Sea Lettuce grows best in bright indirect light (just back from a sunny window). Needs very bright light—a south- or west-facing windowsill indoors, or full sun in cool coastal gardens outdoors. In hot inland climates, provide afternoon shade to prevent leaf scorch. Insufficient light causes etiolation and loss of the compact rosette form.
How often should I water sea lettuce?
Water sea lettuce every 2–3 weeks in winter (active growth); monthly or less in summer (dormancy). Follows a Mediterranean winter-growing, summer-dormant cycle—the reverse of most succulents. Water moderately during autumn through spring; reduce to almost none in summer. Never let water pool in the rosette centre or sit in a saucer. The finger-test (or lifting the pot to feel its weight) beats a fixed weekly calendar because pot size, light, and season all change how fast the soil dries.
Is sea lettuce toxic to cats and dogs?
Sea Lettuce is pet-safe. Dudleya caespitosa is not listed as toxic by the ASPCA. The genus Dudleya belongs to Crassulaceae; while some Crassulaceae (notably Crassula jade plants and Kalanchoe) are toxic, Dudleya is not in ASPCA's toxic plant list and has no reported toxic principle. Safe for households with cats and dogs.
What USDA hardiness zone does sea lettuce grow in?
Sea Lettuce is rated for USDA zone 9–11 and RHS hardiness H3. Outside that range, grow it as a container plant that overwinters indoors before the first hard frost.
Sea Lettuce deep-dive guides
Every aspect of sea lettuce care, each with its own calibrated guide:
- Common sea lettuce problems & fixes
- Sea Lettuce watering schedule
- Sea Lettuce light requirements
- Best soil mix for sea lettuce
- Sea Lettuce fertilizing guide
- When to repot sea lettuce
- How to propagate sea lettuce
- How to prune sea lettuce
- What's eating my sea lettuce?
- Sea Lettuce growth rate & size
- Sea Lettuce cold hardiness
- Sea Lettuce temperature & humidity
- Is sea lettuce toxic to cats & dogs?
- Is sea lettuce toxic to cats?
- Is sea lettuce toxic to dogs?
- All 24 Dudleya varieties
Featured in these plant shortlists
Sea Lettuce qualifies for 12 curated Growli shortlists — each one filtered objectively from our structured plant-care library, so the selection is consistent and checkable:
- Best pet-safe houseplants — Houseplants the ASPCA lists as non-toxic to cats and dogs — every one verified against the ASPCA toxic and non-toxic plant list.

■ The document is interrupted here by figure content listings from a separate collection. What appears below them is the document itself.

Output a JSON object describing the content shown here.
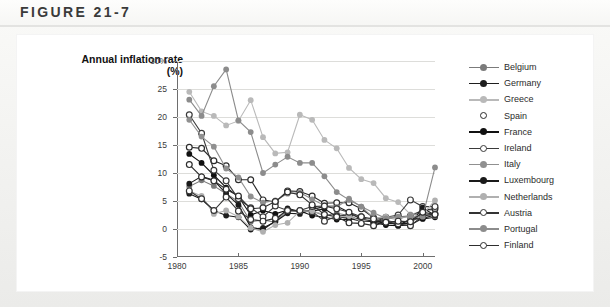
{
  "figure": {
    "label": "FIGURE 21-7"
  },
  "chart_data": {
    "type": "line",
    "title": "Annual inflation rate\n(%)",
    "ylabel": "Annual inflation rate (%)",
    "xlabel": "",
    "ylim": [
      -5,
      30
    ],
    "xlim": [
      1980,
      2001
    ],
    "ytick_labels": [
      "30%",
      "25",
      "20",
      "15",
      "10",
      "5",
      "0",
      "-5"
    ],
    "ytick_values": [
      30,
      25,
      20,
      15,
      10,
      5,
      0,
      -5
    ],
    "xtick_labels": [
      "1980",
      "1985",
      "1990",
      "1995",
      "2000"
    ],
    "xtick_values": [
      1980,
      1985,
      1990,
      1995,
      2000
    ],
    "grid": true,
    "legend_position": "right",
    "x": [
      1981,
      1982,
      1983,
      1984,
      1985,
      1986,
      1987,
      1988,
      1989,
      1990,
      1991,
      1992,
      1993,
      1994,
      1995,
      1996,
      1997,
      1998,
      1999,
      2000,
      2001
    ],
    "series": [
      {
        "name": "Belgium",
        "color": "#7b7b7b",
        "marker": "filled",
        "values": [
          7.6,
          8.7,
          7.7,
          6.3,
          4.9,
          1.3,
          1.6,
          1.2,
          3.1,
          3.4,
          3.2,
          2.4,
          2.8,
          2.4,
          1.5,
          2.1,
          1.6,
          1.0,
          1.1,
          2.7,
          2.4
        ]
      },
      {
        "name": "Germany",
        "color": "#1e1e1e",
        "marker": "filled",
        "values": [
          6.3,
          5.3,
          3.3,
          2.4,
          2.1,
          -0.1,
          0.2,
          1.3,
          2.8,
          2.7,
          3.5,
          4.0,
          4.1,
          3.0,
          1.7,
          1.2,
          1.5,
          0.6,
          0.7,
          1.9,
          2.5
        ]
      },
      {
        "name": "Greece",
        "color": "#b9b9b9",
        "marker": "filled",
        "values": [
          24.5,
          21.0,
          20.2,
          18.5,
          19.3,
          23.0,
          16.4,
          13.5,
          13.7,
          20.4,
          19.5,
          15.9,
          14.4,
          10.9,
          8.9,
          8.2,
          5.5,
          4.8,
          2.6,
          3.2,
          3.4
        ]
      },
      {
        "name": "Spain",
        "color": "#2b2b2b",
        "marker": "open",
        "values": [
          14.6,
          14.4,
          12.2,
          11.3,
          8.8,
          8.8,
          5.2,
          4.8,
          6.8,
          6.7,
          5.9,
          4.6,
          4.7,
          4.7,
          3.6,
          2.0,
          1.9,
          2.2,
          2.3,
          3.4,
          3.6
        ]
      },
      {
        "name": "France",
        "color": "#111111",
        "marker": "filled",
        "values": [
          13.4,
          11.8,
          9.6,
          7.4,
          5.8,
          2.5,
          3.3,
          2.7,
          3.4,
          3.2,
          2.4,
          2.1,
          1.7,
          1.7,
          2.0,
          1.2,
          0.7,
          0.6,
          1.8,
          1.8,
          2.1
        ]
      },
      {
        "name": "Ireland",
        "color": "#3a3a3a",
        "marker": "open",
        "values": [
          20.4,
          17.1,
          10.5,
          8.6,
          5.4,
          3.8,
          2.2,
          4.1,
          3.3,
          3.2,
          3.1,
          1.4,
          2.3,
          2.5,
          2.2,
          1.2,
          2.1,
          2.5,
          5.2,
          4.0,
          4.0
        ]
      },
      {
        "name": "Italy",
        "color": "#909090",
        "marker": "filled",
        "values": [
          19.5,
          16.5,
          14.7,
          10.8,
          9.2,
          5.8,
          4.7,
          5.1,
          6.3,
          6.5,
          5.3,
          4.2,
          3.9,
          5.4,
          4.0,
          2.0,
          2.0,
          1.7,
          2.5,
          2.8,
          2.3
        ]
      },
      {
        "name": "Luxembourg",
        "color": "#1a1a1a",
        "marker": "filled",
        "values": [
          8.1,
          9.4,
          8.7,
          6.3,
          4.3,
          0.3,
          -0.1,
          1.4,
          3.7,
          3.1,
          3.2,
          3.6,
          2.2,
          1.9,
          1.4,
          1.4,
          1.0,
          1.0,
          1.0,
          3.8,
          2.4
        ]
      },
      {
        "name": "Netherlands",
        "color": "#b0b0b0",
        "marker": "filled",
        "values": [
          6.8,
          5.9,
          2.7,
          3.3,
          2.2,
          0.2,
          -0.5,
          0.7,
          1.1,
          3.2,
          3.2,
          2.6,
          2.1,
          2.3,
          1.4,
          1.9,
          2.2,
          2.0,
          2.2,
          2.6,
          5.1
        ]
      },
      {
        "name": "Austria",
        "color": "#333333",
        "marker": "open",
        "values": [
          6.8,
          5.4,
          3.3,
          5.7,
          3.2,
          1.7,
          1.4,
          1.9,
          3.3,
          3.3,
          4.0,
          4.1,
          3.6,
          3.0,
          2.2,
          1.8,
          1.3,
          0.9,
          0.6,
          2.3,
          2.7
        ]
      },
      {
        "name": "Portugal",
        "color": "#8c8c8c",
        "marker": "filled",
        "values": [
          23.1,
          20.2,
          25.5,
          28.5,
          19.4,
          17.3,
          10.0,
          11.5,
          12.9,
          11.8,
          11.8,
          9.4,
          6.6,
          5.2,
          4.0,
          2.9,
          1.9,
          2.2,
          2.2,
          2.2,
          11.0
        ]
      },
      {
        "name": "Finland",
        "color": "#2e2e2e",
        "marker": "open",
        "values": [
          11.5,
          9.3,
          8.6,
          7.1,
          5.9,
          3.6,
          3.8,
          4.9,
          6.6,
          6.1,
          4.3,
          2.6,
          2.2,
          1.1,
          1.0,
          0.6,
          1.2,
          1.4,
          1.3,
          3.0,
          2.6
        ]
      }
    ]
  }
}
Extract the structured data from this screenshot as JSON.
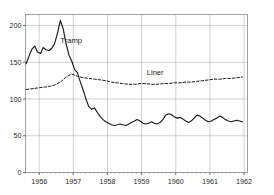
{
  "chart_data": {
    "type": "line",
    "title": "",
    "subtitle": "",
    "xlabel": "",
    "ylabel": "",
    "grid": true,
    "legend_position": "inline-annotation",
    "xlim": [
      1955.6,
      1962.1
    ],
    "ylim": [
      0,
      215
    ],
    "x_ticks": [
      "1956",
      "1957",
      "1958",
      "1959",
      "1960",
      "1961",
      "1962"
    ],
    "x_tick_values": [
      1956,
      1957,
      1958,
      1959,
      1960,
      1961,
      1962
    ],
    "y_ticks": [
      "0",
      "50",
      "100",
      "150",
      "200"
    ],
    "y_tick_values": [
      0,
      50,
      100,
      150,
      200
    ],
    "annotations": [
      {
        "text": "Tramp",
        "x": 1956.62,
        "y": 176,
        "name": "tramp-label"
      },
      {
        "text": "Liner",
        "x": 1959.15,
        "y": 132,
        "name": "liner-label"
      }
    ],
    "series": [
      {
        "name": "Tramp",
        "style": "solid",
        "color": "#1a1a1a",
        "x": [
          1955.62,
          1955.7,
          1955.79,
          1955.87,
          1955.95,
          1956.04,
          1956.12,
          1956.2,
          1956.29,
          1956.37,
          1956.45,
          1956.54,
          1956.62,
          1956.7,
          1956.79,
          1956.87,
          1956.95,
          1957.04,
          1957.12,
          1957.2,
          1957.29,
          1957.37,
          1957.45,
          1957.54,
          1957.62,
          1957.7,
          1957.79,
          1957.87,
          1957.95,
          1958.04,
          1958.12,
          1958.2,
          1958.29,
          1958.37,
          1958.45,
          1958.54,
          1958.62,
          1958.7,
          1958.79,
          1958.87,
          1958.95,
          1959.04,
          1959.12,
          1959.2,
          1959.29,
          1959.37,
          1959.45,
          1959.54,
          1959.62,
          1959.7,
          1959.79,
          1959.87,
          1959.95,
          1960.04,
          1960.12,
          1960.2,
          1960.29,
          1960.37,
          1960.45,
          1960.54,
          1960.62,
          1960.7,
          1960.79,
          1960.87,
          1960.95,
          1961.04,
          1961.12,
          1961.2,
          1961.29,
          1961.37,
          1961.45,
          1961.54,
          1961.62,
          1961.7,
          1961.79,
          1961.87,
          1961.95
        ],
        "y": [
          148,
          158,
          168,
          172,
          164,
          162,
          170,
          167,
          166,
          169,
          175,
          190,
          207,
          196,
          175,
          160,
          152,
          140,
          136,
          124,
          112,
          100,
          90,
          86,
          88,
          82,
          76,
          72,
          69,
          67,
          65,
          64,
          65,
          66,
          65,
          64,
          66,
          68,
          70,
          72,
          70,
          67,
          66,
          67,
          69,
          67,
          66,
          68,
          72,
          78,
          80,
          79,
          76,
          74,
          75,
          73,
          70,
          68,
          70,
          74,
          78,
          77,
          74,
          71,
          69,
          70,
          72,
          74,
          77,
          75,
          72,
          70,
          69,
          70,
          71,
          70,
          69
        ]
      },
      {
        "name": "Liner",
        "style": "dashed",
        "color": "#1a1a1a",
        "x": [
          1955.62,
          1955.79,
          1955.95,
          1956.12,
          1956.29,
          1956.45,
          1956.62,
          1956.79,
          1956.95,
          1957.12,
          1957.29,
          1957.45,
          1957.62,
          1957.79,
          1957.95,
          1958.12,
          1958.29,
          1958.45,
          1958.62,
          1958.79,
          1958.95,
          1959.12,
          1959.29,
          1959.45,
          1959.62,
          1959.79,
          1959.95,
          1960.12,
          1960.29,
          1960.45,
          1960.62,
          1960.79,
          1960.95,
          1961.12,
          1961.29,
          1961.45,
          1961.62,
          1961.79,
          1961.95
        ],
        "y": [
          113,
          114,
          115,
          116,
          117,
          119,
          123,
          130,
          134,
          131,
          129,
          128,
          127,
          126,
          125,
          123,
          122,
          121,
          120,
          120,
          121,
          121,
          120,
          120,
          121,
          121,
          122,
          122,
          123,
          123,
          124,
          125,
          126,
          127,
          127,
          128,
          128,
          129,
          130
        ]
      }
    ]
  }
}
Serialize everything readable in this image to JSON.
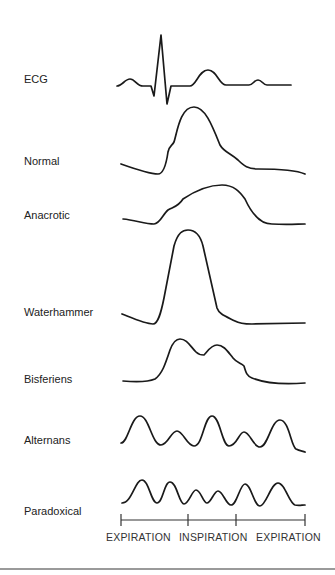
{
  "figure": {
    "traces": [
      {
        "key": "ecg",
        "label": "ECG"
      },
      {
        "key": "normal",
        "label": "Normal"
      },
      {
        "key": "anacrotic",
        "label": "Anacrotic"
      },
      {
        "key": "waterhammer",
        "label": "Waterhammer"
      },
      {
        "key": "bisferiens",
        "label": "Bisferiens"
      },
      {
        "key": "alternans",
        "label": "Alternans"
      },
      {
        "key": "paradoxical",
        "label": "Paradoxical"
      }
    ],
    "respiration_axis": {
      "phases": [
        "EXPIRATION",
        "INSPIRATION",
        "EXPIRATION"
      ]
    },
    "colors": {
      "trace": "#1a1a1a",
      "text": "#222222",
      "rule": "#9a9a9a"
    }
  }
}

- Best plants for a north-facing window — Houseplants for a north-facing window: bright, even, indirect light and no scorching direct sun. Each pick verified against its documented light needs.
- Best drought-tolerant houseplants — Houseplants that prefer to dry out — forgiving of forgotten watering and ideal for travel or busy weeks.
- Best pet-safe low-maintenance plants — Non-toxic to cats and dogs and forgiving of forgotten watering — the easiest safe choices for a busy pet household.
- Best pet-safe plants for bright light — Non-toxic to cats and dogs and happy in a bright, sunny spot — safe plants for your best-lit windowsill.
- Best succulents for beginners — The easiest succulents and cacti to keep alive — selected by documented growth habit, each with the light and watering it actually wants.
- Best pet-safe succulents — Succulents the ASPCA lists as non-toxic to cats and dogs — low-water greenery that is also safe around a curious pet.
- Best small & tabletop houseplants — Compact houseplants that stay under about 40 cm — desk, shelf and windowsill plants that never outgrow a small space.
- Best houseplants for a cool room — Houseplants that tolerate cool conditions down to about 10°C — for an unheated spare room, hallway, porch or a home kept cool.
- Best cat-safe plants — Houseplants the ASPCA lists as non-toxic to cats (and dogs) — safe greenery for a home with a curious cat.
- Best dog-safe plants — Houseplants the ASPCA lists as non-toxic to dogs (and cats) — safe greenery for a home with a curious dog.
- Best small pet-safe plants — Compact, tabletop houseplants that are also ASPCA non-toxic to cats and dogs — safe greenery for a desk or shelf.
- Browse all 29 plant shortlists — pet-safe, low-light, drought-tolerant and more
Related guides
Sea Lettuce is also known as Sea Lettuce, Coast Dudleya, and Cliffrose.